Note: For tests of some 32-bit software I use an Acer Aspire Netbook with of Windows 95 ( 1st release ).
M-Disc is still king when it comes to preservation?
Industry: Maybe not.
Sony: We'll pay you big bucks to go "our way"!
Industry: Well ok, then.
Sony: We're #1 because our format was best!!
Industry: I guess you avoided the embarrassment of Betamax all over again.
Sony: Hold my beer.
Also the real loss is the ownership of the games you buy, even though on disc that has been eroding away.
Wikipedia, Blu-ray Manufacturers
Bad news, this is the signal that ownership is one step closer to dead. With the modern DVD/Blu-ray now nearly cheaper than a month of Netflix, or most online media purveyors, it's getting to the point where owning your stuff will be cheaper than streaming again...and Sony bows out from the market because they crapped the bed with PC support.

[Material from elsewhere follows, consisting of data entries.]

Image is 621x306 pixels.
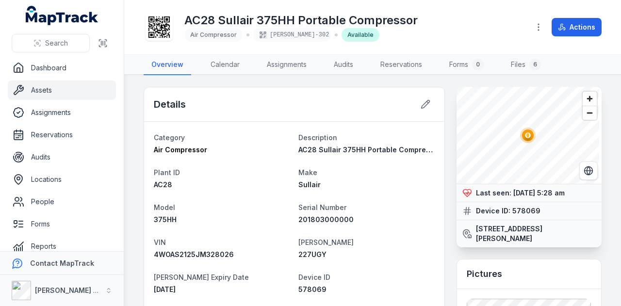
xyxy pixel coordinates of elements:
span: Air Compressor [190,31,237,38]
a: People [8,192,116,212]
span: Description [298,133,337,142]
span: Model [154,203,175,212]
strong: Contact MapTrack [30,259,94,267]
button: Switch to Satellite View [579,162,598,180]
a: MapTrack [26,6,98,25]
a: Reports [8,237,116,256]
a: Audits [8,148,116,167]
div: Available [342,28,379,42]
a: Assignments [259,55,314,75]
a: Reservations [373,55,430,75]
a: Files6 [503,55,549,75]
a: Locations [8,170,116,189]
strong: Last seen: [476,188,511,198]
h1: AC28 Sullair 375HH Portable Compressor [184,13,418,28]
a: Assets [8,81,116,100]
strong: [STREET_ADDRESS][PERSON_NAME] [476,224,596,244]
span: [DATE] [154,285,176,294]
a: Audits [326,55,361,75]
button: Zoom in [583,92,597,106]
strong: [PERSON_NAME] Group [35,286,115,295]
span: Search [45,38,68,48]
button: Search [12,34,90,52]
a: Forms [8,214,116,234]
span: AC28 Sullair 375HH Portable Compressor [298,146,441,154]
a: Assignments [8,103,116,122]
span: Make [298,168,317,177]
a: Dashboard [8,58,116,78]
a: Forms0 [442,55,492,75]
div: [PERSON_NAME]-302 [253,28,331,42]
button: Actions [552,18,602,36]
h2: Details [154,98,186,111]
span: Air Compressor [154,146,207,154]
span: 201803000000 [298,215,354,224]
span: Sullair [298,180,321,189]
span: [PERSON_NAME] [298,238,354,246]
canvas: Map [457,87,599,184]
span: 375HH [154,215,177,224]
button: Zoom out [583,106,597,120]
span: [PERSON_NAME] Expiry Date [154,273,249,281]
a: Calendar [203,55,247,75]
div: 0 [472,59,484,70]
div: 6 [529,59,541,70]
span: VIN [154,238,166,246]
span: 4WOAS2125JM328026 [154,250,234,259]
a: Reservations [8,125,116,145]
span: Category [154,133,185,142]
time: 10/09/2025, 5:28:32 am [513,189,565,197]
span: Serial Number [298,203,346,212]
time: 29/07/2026, 10:00:00 am [154,285,176,294]
h3: Pictures [467,267,502,281]
span: AC28 [154,180,172,189]
span: Device ID [298,273,330,281]
strong: Device ID: [476,206,510,216]
span: Plant ID [154,168,180,177]
span: [DATE] 5:28 am [513,189,565,197]
span: 227UGY [298,250,327,259]
a: Overview [144,55,191,75]
strong: 578069 [512,206,541,216]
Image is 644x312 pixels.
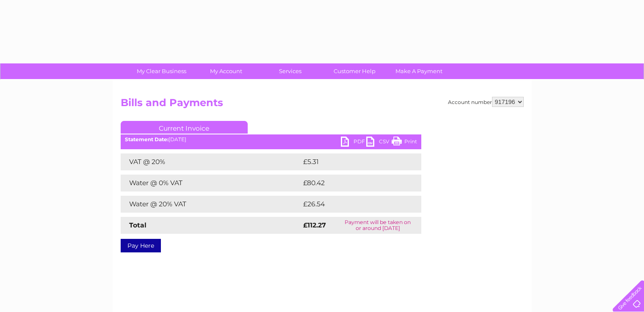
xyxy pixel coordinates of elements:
strong: £112.27 [303,221,326,229]
a: Print [392,137,417,149]
td: £80.42 [301,175,405,192]
a: Current Invoice [121,121,248,134]
a: Services [256,64,325,79]
a: Make A Payment [384,64,454,79]
div: [DATE] [121,137,421,143]
td: Water @ 20% VAT [121,196,301,213]
div: Account number [448,97,524,107]
td: £5.31 [301,153,400,170]
h2: Bills and Payments [121,97,524,113]
td: Water @ 0% VAT [121,175,301,192]
td: £26.54 [301,196,405,213]
td: Payment will be taken on or around [DATE] [335,217,421,234]
a: Pay Here [121,239,161,253]
a: My Account [191,64,261,79]
a: My Clear Business [127,64,197,79]
strong: Total [129,221,147,229]
a: CSV [366,137,392,149]
a: Customer Help [320,64,389,79]
td: VAT @ 20% [121,153,301,170]
b: Statement Date: [125,136,169,143]
a: PDF [341,137,366,149]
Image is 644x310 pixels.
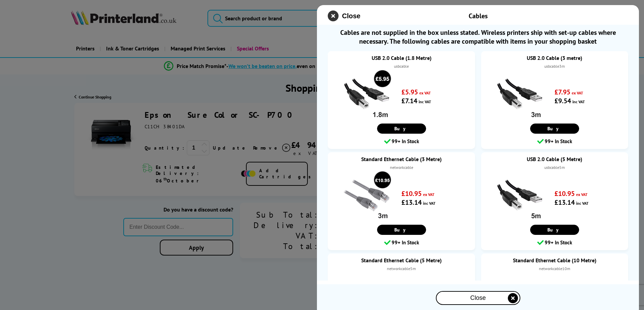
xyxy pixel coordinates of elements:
span: 99+ In Stock [545,137,573,145]
a: Buy [377,124,426,133]
strong: £10.95 [555,189,575,198]
span: inc VAT [573,99,585,104]
img: USB 2.0 Cable (3 metre) [495,70,545,120]
div: networkcable5m [335,265,469,271]
a: Standard Ethernet Cable (10 Metre) [488,257,622,263]
a: Buy [377,225,426,235]
span: Cables are not supplied in the box unless stated. Wireless printers ship with set-up cables where... [328,28,629,46]
span: 99+ In Stock [545,238,573,247]
strong: £9.54 [555,96,571,105]
button: close modal [436,291,520,304]
div: usbcable [335,63,469,70]
img: Standard Ethernet Cable (3 Metre) [341,171,392,222]
strong: £5.95 [401,88,418,96]
span: ex VAT [572,90,584,96]
div: networkcable [335,164,469,171]
a: Standard Ethernet Cable (3 Metre) [335,156,469,162]
span: inc VAT [423,201,436,206]
a: Standard Ethernet Cable (5 Metre) [335,257,469,263]
div: networkcable10m [488,265,622,271]
button: close modal [328,10,361,22]
strong: £7.14 [401,96,418,105]
a: USB 2.0 Cable (5 Metre) [488,156,622,162]
div: usbcable3m [488,63,622,70]
a: USB 2.0 Cable (1.8 Metre) [335,55,469,61]
span: ex VAT [419,90,431,96]
span: 99+ In Stock [392,238,419,247]
span: ex VAT [577,192,588,197]
span: Close [471,294,486,301]
img: USB 2.0 Cable (5 Metre) [495,171,545,222]
strong: £10.95 [401,189,422,198]
a: USB 2.0 Cable (3 metre) [488,55,622,61]
span: ex VAT [423,192,434,197]
div: usbcable5m [488,164,622,171]
strong: £13.14 [401,198,422,206]
span: 99+ In Stock [392,137,419,145]
a: Buy [531,225,580,235]
strong: £7.95 [555,88,571,96]
span: inc VAT [419,99,431,104]
img: USB 2.0 Cable (1.8 Metre) [341,70,392,120]
span: Close [342,12,361,20]
span: inc VAT [577,201,589,206]
a: Buy [531,124,580,133]
strong: £13.14 [555,198,575,206]
div: Cables [388,11,569,20]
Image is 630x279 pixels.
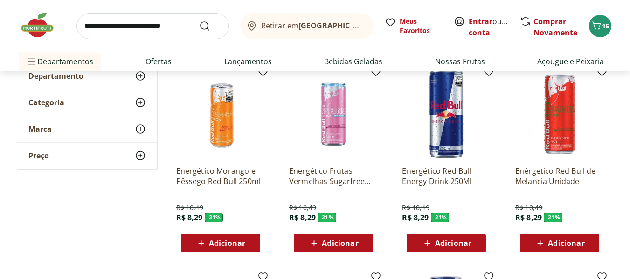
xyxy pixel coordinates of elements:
span: R$ 10,49 [289,203,316,213]
a: Entrar [469,16,492,27]
span: ou [469,16,510,38]
a: Meus Favoritos [385,17,443,35]
span: R$ 8,29 [515,213,542,223]
button: Adicionar [520,234,599,253]
button: Adicionar [294,234,373,253]
a: Energético Morango e Pêssego Red Bull 250ml [176,166,265,187]
button: Adicionar [407,234,486,253]
span: Adicionar [548,240,584,247]
span: - 21 % [318,213,336,222]
span: Marca [28,125,52,134]
span: Departamentos [26,50,93,73]
button: Departamento [17,63,157,89]
span: - 21 % [544,213,562,222]
a: Comprar Novamente [534,16,577,38]
span: - 21 % [205,213,223,222]
span: Adicionar [209,240,245,247]
button: Submit Search [199,21,222,32]
a: Ofertas [146,56,172,67]
span: R$ 10,49 [176,203,203,213]
a: Nossas Frutas [435,56,485,67]
img: Hortifruti [19,11,65,39]
a: Criar conta [469,16,520,38]
span: 15 [602,21,610,30]
a: Enérgetico Red Bull de Melancia Unidade [515,166,604,187]
span: R$ 8,29 [402,213,429,223]
span: R$ 10,49 [402,203,429,213]
span: Adicionar [435,240,472,247]
span: Meus Favoritos [400,17,443,35]
button: Categoria [17,90,157,116]
button: Marca [17,116,157,142]
button: Carrinho [589,15,611,37]
a: Açougue e Peixaria [537,56,604,67]
span: R$ 10,49 [515,203,542,213]
button: Retirar em[GEOGRAPHIC_DATA]/[GEOGRAPHIC_DATA] [240,13,374,39]
img: Energético Red Bull Energy Drink 250Ml [402,70,491,159]
span: Departamento [28,71,83,81]
span: R$ 8,29 [289,213,316,223]
button: Adicionar [181,234,260,253]
img: Enérgetico Red Bull de Melancia Unidade [515,70,604,159]
a: Bebidas Geladas [324,56,382,67]
a: Energético Red Bull Energy Drink 250Ml [402,166,491,187]
input: search [76,13,229,39]
span: Retirar em [261,21,364,30]
button: Preço [17,143,157,169]
a: Lançamentos [224,56,272,67]
span: Adicionar [322,240,358,247]
span: Preço [28,151,49,160]
button: Menu [26,50,37,73]
img: Energético Morango e Pêssego Red Bull 250ml [176,70,265,159]
span: - 21 % [431,213,450,222]
span: Categoria [28,98,64,107]
span: R$ 8,29 [176,213,203,223]
a: Energético Frutas Vermelhas Sugarfree Red Bull 250ml [289,166,378,187]
b: [GEOGRAPHIC_DATA]/[GEOGRAPHIC_DATA] [298,21,456,31]
img: Energético Frutas Vermelhas Sugarfree Red Bull 250ml [289,70,378,159]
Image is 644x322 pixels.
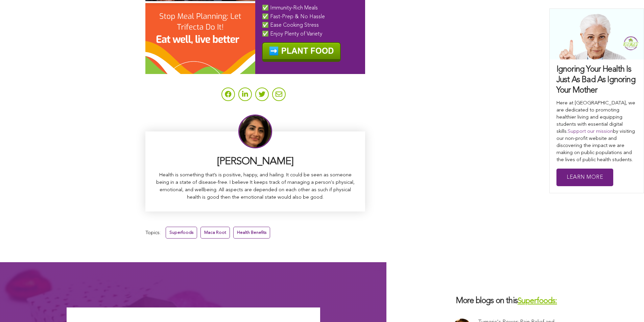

It's great that even today, it dang near takes the illegal act of DRM stripping movies to get them to play in a computer, unless you want a $100 player that does nothing else.
Sigh....I'm conflicted, apathetic, and angry. This feels like blue balled instead of rayed...and that's about as much wit as I'm willing to put forth on something Sony never cared enough about the consumer to provide a decent experience with. It's also the only theoretical source of true 1920x1080 content...but with as ugly as the stuff modern Hollywood puts out maybe it's time for a low-fi restart.
2. Regular Blu-ray is dying anyhow, Ultra HD Blu-ray will still be around for 4K content.
3. Blu-ray was launched in 2006 and turns 20 next year...
Then again, som people still buy movies on DVDs, a format from 1996...
Hopefully other disc makers will be able to make up for this and the format is not yet dead.
Speaking of bluray discs, what will they even use for Playstation games then, since those still come in boxes? Are they just plastic boxes with a download code inside now?
If it's just recordable media, were Sony a big manufacturer?
I haven't been following in recent years, but in the DVD days tier 1 manufacturers/brands were Taiyo Yuden, Verbatim/Mitsubishi, TDK. Tier 2 maybe Ritek, CMC, Moser Baer...
I constantly buy those for my collections.